YouTube explained!

Here is a very informative and inspiring analysis of the YouTube phenomenon from a very human viewpoint:

An anthropological introduction to YouTube

This video is produced by Michael Wesch, a professor of anthropology at Kansas State University. It is long (55minutes) and unfortunately it does not have any interactive navigation tools. But it is worth seeing if you are interested in social media, Web 2.0, videoblogging and why video is such a powerful form of personal communication. The video contains numerous very interesting examples of the YouTube culture and its social, collaborative and creative successes since the launch in April 2005.

Quotes from the video:
“You are not going to convert passive consumers into active trollers on the internet.”

– Stephen Weiswasser, ABC Television, 1989

“We are moving from place-to-place connectivity to a person-to-person connectivity.”

Some interesting numbers:
The three national US TV networks (ABC, NBC, CBS)  were founded around 1948, 30 years ago.
3 networks * 60 years * 365 day/year * 24 hours per day= they have so far produced up to 1.5 million hours of programming in total during the last 30 years!
But the users of YouTube uploaded more video than that in the last 6 months only!
YouTube uploads are now around 9232 hours every day! This is equivalent to 6.5 hours of video being uploade every minute,  24 hours per day!
around 200 000 3-minute videos per day!

One major difference is of course that a vast majority of the YouTube videos are addressed at less than 100 people.

Michael Wesch is most famous for his video “Web 2.0 … The Machine is Us/ing Us.”, as stated on wikipedia:

“Wesch created a short video, “Web 2.0 … The Machine is Us/ing Us.” Released on YouTube on January 31, 2007, it quickly became the most popular video in the blogosphere and was viewed over 6 million times. Wesch has won several awards for his work with video, including a Wired Magazine Rave Award and the John Culkin Award for Outstanding Media Praxis from the Media Ecology Association.”

Published by

Henrik Ahlén

I am an eHealth Strategist in Stockholm, Sweden I drive eHealth development projects from needs analysis and idea generation to service design and implementation. See my LinkedIn profile: http://www.linkedin.com/in/mrhenrikahlen

5 thoughts on “YouTube explained!”

  1. Have you ever thought to be putting extra videos to the blogs to help keep readers extra entertained? I mean I just read through the entire article of yours and it was very excellent but as I’m more of a visual learner,I discovered that to become more useful. Just my my idea, Good luck

  2. Amazing video, thanks for throwing it at me! 🙂 I made my blog entry about it here.

    By the way, what’s your take on blogging in English, considering that it puts you a tad outside the Swedish “blogosphere”?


**Task**.
The answer should be a single number: how many lines in the material contain "throat".

Start of Extracted entries

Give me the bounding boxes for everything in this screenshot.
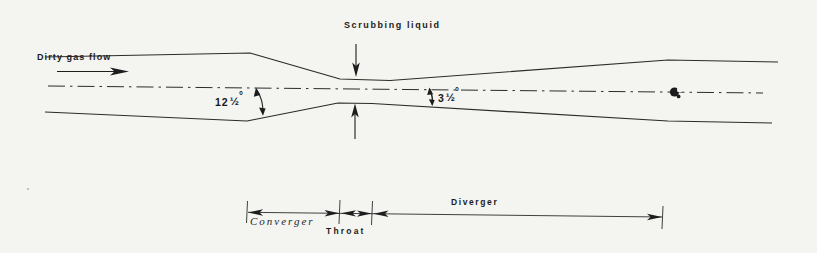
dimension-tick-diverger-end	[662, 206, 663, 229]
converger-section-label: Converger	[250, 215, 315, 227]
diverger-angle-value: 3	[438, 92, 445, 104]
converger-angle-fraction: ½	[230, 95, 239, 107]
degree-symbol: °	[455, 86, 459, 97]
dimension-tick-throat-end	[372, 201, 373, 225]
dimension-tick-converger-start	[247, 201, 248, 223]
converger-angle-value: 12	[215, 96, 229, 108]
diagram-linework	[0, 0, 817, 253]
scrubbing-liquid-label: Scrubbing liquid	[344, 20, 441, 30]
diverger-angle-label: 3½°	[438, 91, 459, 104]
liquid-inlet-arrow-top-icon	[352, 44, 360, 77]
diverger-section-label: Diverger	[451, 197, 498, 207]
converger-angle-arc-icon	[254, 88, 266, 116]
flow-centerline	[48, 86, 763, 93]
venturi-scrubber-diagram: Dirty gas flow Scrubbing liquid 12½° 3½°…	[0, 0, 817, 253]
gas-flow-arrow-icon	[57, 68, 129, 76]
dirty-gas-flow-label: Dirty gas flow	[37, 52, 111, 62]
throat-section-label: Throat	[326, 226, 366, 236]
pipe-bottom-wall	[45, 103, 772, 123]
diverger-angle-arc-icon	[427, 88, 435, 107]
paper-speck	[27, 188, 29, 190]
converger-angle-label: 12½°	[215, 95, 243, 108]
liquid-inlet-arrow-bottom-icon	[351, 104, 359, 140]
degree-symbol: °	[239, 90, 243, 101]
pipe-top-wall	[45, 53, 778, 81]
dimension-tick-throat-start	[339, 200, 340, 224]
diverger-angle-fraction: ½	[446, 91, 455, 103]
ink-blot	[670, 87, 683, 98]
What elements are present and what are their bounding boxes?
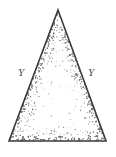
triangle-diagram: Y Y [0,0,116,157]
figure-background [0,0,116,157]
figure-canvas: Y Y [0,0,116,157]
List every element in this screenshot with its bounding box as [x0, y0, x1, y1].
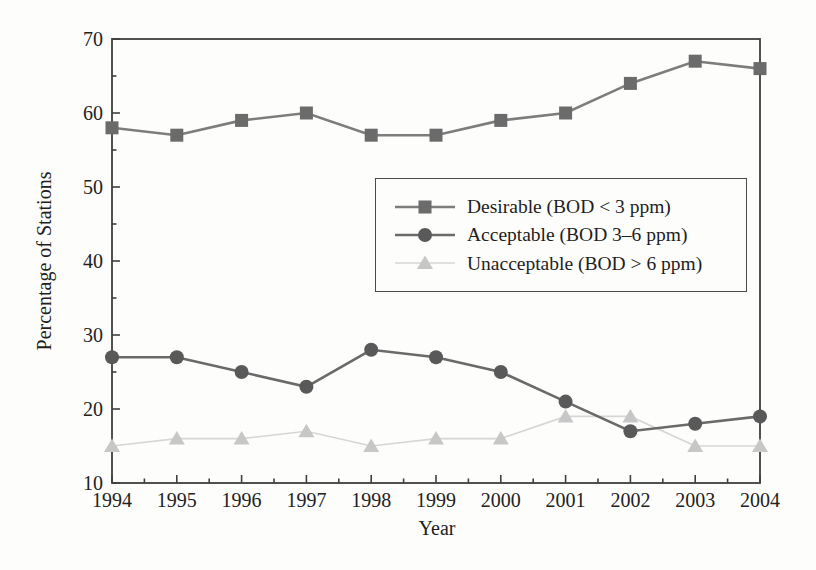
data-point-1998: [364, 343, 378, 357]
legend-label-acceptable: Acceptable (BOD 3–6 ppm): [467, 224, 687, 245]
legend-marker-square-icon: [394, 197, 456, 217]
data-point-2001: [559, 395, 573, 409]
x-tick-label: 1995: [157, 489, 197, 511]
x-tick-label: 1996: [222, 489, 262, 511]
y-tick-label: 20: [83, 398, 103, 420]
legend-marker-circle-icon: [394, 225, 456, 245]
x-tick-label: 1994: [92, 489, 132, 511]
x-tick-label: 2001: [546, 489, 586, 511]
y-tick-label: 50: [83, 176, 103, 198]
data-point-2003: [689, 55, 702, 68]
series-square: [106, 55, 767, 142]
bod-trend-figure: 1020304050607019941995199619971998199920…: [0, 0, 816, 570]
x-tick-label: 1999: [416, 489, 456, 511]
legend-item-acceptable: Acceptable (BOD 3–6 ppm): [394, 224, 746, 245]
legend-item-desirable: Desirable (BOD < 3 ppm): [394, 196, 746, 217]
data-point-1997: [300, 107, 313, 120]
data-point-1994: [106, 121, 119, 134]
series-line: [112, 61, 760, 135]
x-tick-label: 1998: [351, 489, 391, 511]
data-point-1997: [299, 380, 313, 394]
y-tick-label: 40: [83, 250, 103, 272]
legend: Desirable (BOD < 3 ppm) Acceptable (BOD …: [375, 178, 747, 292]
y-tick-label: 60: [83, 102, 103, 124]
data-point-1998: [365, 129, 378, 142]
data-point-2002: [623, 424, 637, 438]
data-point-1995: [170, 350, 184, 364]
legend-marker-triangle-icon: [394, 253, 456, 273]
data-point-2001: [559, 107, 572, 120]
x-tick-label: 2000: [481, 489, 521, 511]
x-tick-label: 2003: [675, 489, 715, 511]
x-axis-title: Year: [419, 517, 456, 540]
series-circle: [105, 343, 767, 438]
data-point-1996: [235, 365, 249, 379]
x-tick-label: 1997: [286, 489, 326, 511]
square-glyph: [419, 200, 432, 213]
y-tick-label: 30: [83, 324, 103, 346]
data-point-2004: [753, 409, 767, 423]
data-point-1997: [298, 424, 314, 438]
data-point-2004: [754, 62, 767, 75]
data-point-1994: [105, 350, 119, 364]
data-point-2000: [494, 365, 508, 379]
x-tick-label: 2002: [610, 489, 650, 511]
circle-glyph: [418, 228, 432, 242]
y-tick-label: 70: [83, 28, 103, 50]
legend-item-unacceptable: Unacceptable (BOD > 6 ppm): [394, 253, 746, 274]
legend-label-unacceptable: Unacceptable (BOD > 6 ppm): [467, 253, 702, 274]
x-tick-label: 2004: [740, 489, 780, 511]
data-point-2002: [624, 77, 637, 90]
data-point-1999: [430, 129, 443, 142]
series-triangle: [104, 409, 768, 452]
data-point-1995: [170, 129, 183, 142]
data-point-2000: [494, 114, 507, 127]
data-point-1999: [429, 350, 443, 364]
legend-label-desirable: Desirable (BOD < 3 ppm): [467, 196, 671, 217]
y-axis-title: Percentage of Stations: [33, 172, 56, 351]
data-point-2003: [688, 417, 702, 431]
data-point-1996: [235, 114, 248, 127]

End of Extracted entries
Start of Extracted entries

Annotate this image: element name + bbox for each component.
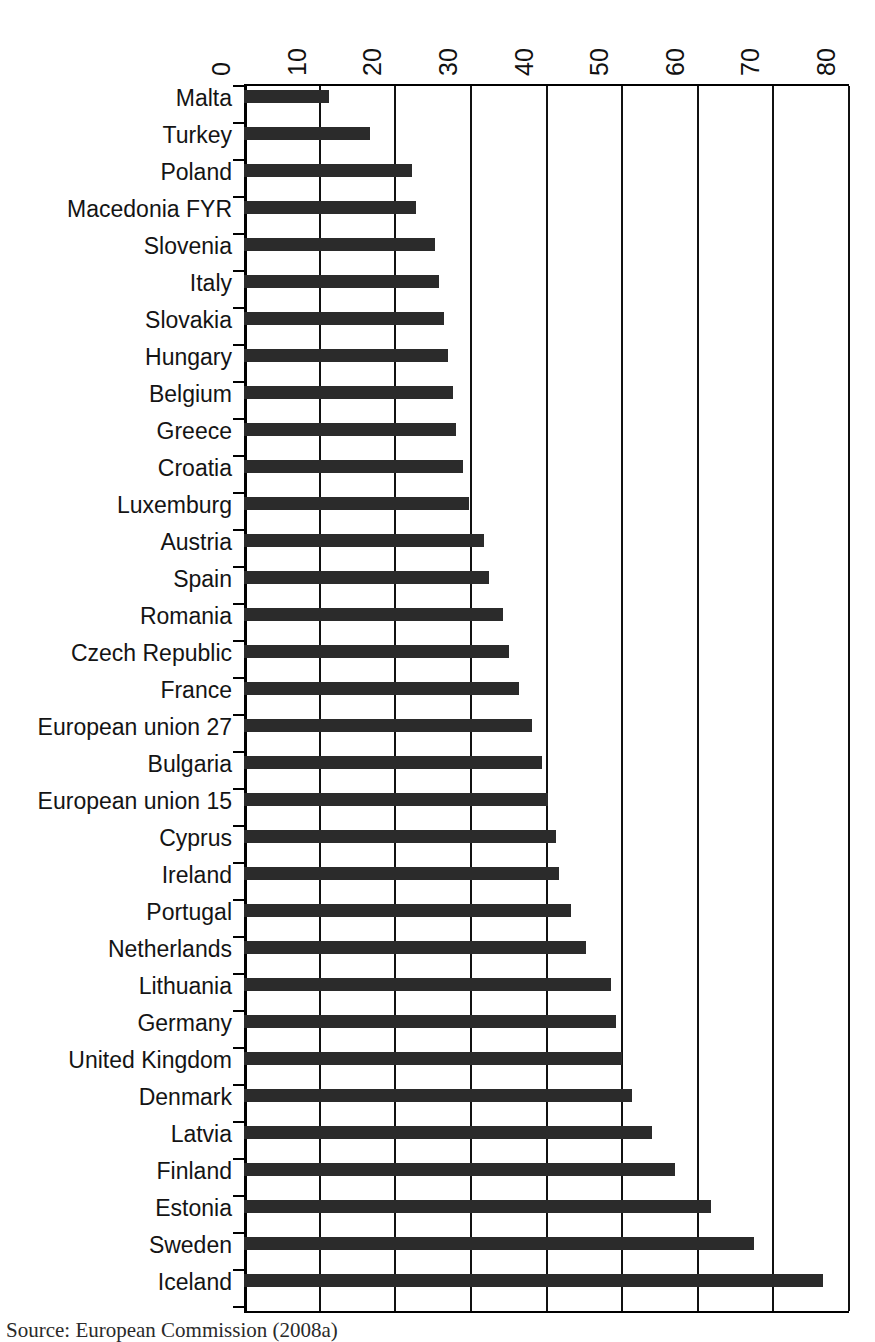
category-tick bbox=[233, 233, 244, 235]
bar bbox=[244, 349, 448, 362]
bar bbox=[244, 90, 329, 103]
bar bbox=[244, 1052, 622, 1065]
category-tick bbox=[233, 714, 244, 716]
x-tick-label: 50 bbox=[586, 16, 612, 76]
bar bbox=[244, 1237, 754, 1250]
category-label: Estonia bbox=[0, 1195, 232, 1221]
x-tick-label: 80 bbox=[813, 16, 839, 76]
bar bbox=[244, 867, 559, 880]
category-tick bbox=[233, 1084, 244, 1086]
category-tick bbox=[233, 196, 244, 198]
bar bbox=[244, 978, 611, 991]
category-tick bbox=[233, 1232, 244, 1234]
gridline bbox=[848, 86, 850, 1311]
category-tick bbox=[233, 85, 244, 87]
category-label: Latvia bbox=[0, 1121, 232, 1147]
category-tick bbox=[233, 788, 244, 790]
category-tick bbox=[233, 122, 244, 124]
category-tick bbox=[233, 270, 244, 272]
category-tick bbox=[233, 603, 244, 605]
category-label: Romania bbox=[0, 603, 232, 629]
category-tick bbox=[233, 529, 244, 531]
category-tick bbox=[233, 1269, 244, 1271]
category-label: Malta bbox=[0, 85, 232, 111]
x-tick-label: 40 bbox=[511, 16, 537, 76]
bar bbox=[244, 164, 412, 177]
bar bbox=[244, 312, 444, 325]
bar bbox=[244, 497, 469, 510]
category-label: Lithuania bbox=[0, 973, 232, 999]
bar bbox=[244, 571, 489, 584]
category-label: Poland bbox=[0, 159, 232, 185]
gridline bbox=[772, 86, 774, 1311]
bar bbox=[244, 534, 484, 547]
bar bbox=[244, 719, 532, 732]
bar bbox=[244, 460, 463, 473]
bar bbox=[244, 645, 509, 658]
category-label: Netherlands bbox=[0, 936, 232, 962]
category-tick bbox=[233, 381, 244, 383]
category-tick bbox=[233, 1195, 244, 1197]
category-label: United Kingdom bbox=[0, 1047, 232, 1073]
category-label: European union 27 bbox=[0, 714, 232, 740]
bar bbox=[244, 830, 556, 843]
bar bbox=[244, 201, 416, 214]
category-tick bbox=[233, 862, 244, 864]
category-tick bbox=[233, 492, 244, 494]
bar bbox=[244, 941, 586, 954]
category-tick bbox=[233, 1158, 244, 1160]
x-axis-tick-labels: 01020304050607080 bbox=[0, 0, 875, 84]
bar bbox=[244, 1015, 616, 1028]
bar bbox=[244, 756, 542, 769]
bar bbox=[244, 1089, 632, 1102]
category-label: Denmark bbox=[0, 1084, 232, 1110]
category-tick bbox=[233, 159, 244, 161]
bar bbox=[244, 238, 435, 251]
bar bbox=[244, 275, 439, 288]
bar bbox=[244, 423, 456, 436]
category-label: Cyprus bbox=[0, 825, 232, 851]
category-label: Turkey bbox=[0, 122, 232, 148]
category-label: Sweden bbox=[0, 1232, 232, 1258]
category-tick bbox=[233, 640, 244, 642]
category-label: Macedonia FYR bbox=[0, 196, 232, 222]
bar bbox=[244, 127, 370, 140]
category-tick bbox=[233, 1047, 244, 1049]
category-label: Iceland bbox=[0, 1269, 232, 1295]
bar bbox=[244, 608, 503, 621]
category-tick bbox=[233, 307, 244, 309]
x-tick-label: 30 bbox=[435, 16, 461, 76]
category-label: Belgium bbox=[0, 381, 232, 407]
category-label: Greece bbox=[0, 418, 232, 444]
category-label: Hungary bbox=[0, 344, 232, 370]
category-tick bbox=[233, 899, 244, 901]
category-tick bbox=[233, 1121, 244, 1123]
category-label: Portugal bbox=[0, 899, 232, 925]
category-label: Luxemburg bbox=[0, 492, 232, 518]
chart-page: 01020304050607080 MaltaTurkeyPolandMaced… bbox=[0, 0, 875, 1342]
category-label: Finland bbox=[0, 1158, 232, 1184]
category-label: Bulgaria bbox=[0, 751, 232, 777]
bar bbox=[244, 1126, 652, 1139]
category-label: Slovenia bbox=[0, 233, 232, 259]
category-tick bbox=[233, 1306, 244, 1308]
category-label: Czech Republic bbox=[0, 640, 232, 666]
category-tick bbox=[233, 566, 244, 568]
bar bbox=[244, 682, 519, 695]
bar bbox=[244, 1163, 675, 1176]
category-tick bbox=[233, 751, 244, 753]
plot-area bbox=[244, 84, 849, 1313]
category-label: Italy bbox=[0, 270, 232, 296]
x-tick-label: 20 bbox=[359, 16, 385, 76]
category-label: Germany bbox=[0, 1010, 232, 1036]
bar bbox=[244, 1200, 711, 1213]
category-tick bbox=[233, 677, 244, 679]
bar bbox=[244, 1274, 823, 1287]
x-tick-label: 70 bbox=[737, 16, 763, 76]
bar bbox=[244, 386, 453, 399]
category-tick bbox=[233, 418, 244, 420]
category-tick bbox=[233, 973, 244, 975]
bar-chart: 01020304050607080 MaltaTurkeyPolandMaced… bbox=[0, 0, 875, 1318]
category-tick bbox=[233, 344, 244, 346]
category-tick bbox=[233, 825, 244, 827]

End of Extracted entries
Start of Extracted entries

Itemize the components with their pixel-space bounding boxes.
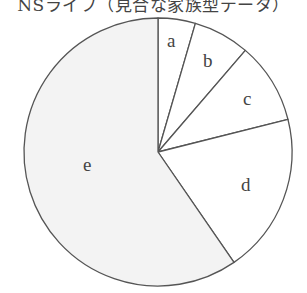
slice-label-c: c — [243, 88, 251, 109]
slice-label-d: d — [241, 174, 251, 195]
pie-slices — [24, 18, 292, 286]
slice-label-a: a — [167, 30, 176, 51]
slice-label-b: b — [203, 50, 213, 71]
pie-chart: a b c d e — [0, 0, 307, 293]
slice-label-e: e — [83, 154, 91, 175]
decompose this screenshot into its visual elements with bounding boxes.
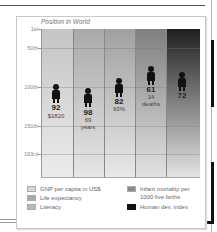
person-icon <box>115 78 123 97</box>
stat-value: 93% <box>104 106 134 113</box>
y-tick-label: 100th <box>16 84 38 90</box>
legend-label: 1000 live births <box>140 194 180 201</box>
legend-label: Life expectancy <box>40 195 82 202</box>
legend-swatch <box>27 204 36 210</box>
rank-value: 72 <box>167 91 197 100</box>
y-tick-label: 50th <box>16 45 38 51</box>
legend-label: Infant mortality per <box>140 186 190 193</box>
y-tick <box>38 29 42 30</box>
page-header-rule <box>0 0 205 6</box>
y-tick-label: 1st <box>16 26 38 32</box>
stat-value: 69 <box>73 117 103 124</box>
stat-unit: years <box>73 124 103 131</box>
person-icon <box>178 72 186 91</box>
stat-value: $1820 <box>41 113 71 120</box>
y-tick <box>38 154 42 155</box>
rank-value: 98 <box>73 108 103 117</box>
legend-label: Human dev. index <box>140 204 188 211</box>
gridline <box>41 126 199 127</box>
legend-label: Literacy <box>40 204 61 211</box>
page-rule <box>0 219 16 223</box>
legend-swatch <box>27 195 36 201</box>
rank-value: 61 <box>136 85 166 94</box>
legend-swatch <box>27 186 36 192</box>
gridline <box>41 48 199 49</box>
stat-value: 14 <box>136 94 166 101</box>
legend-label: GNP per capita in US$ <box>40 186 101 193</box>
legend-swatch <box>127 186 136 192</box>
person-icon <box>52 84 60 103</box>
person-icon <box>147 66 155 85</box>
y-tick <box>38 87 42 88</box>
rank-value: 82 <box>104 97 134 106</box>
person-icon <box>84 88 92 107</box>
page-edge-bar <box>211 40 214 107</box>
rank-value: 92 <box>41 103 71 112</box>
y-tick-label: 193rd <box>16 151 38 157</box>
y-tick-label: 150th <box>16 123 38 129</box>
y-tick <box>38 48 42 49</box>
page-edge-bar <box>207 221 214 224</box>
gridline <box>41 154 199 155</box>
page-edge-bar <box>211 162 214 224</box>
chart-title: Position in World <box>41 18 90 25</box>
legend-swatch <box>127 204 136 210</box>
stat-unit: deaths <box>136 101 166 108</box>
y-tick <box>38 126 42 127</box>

End of Extracted entries

**Problem solution**.
3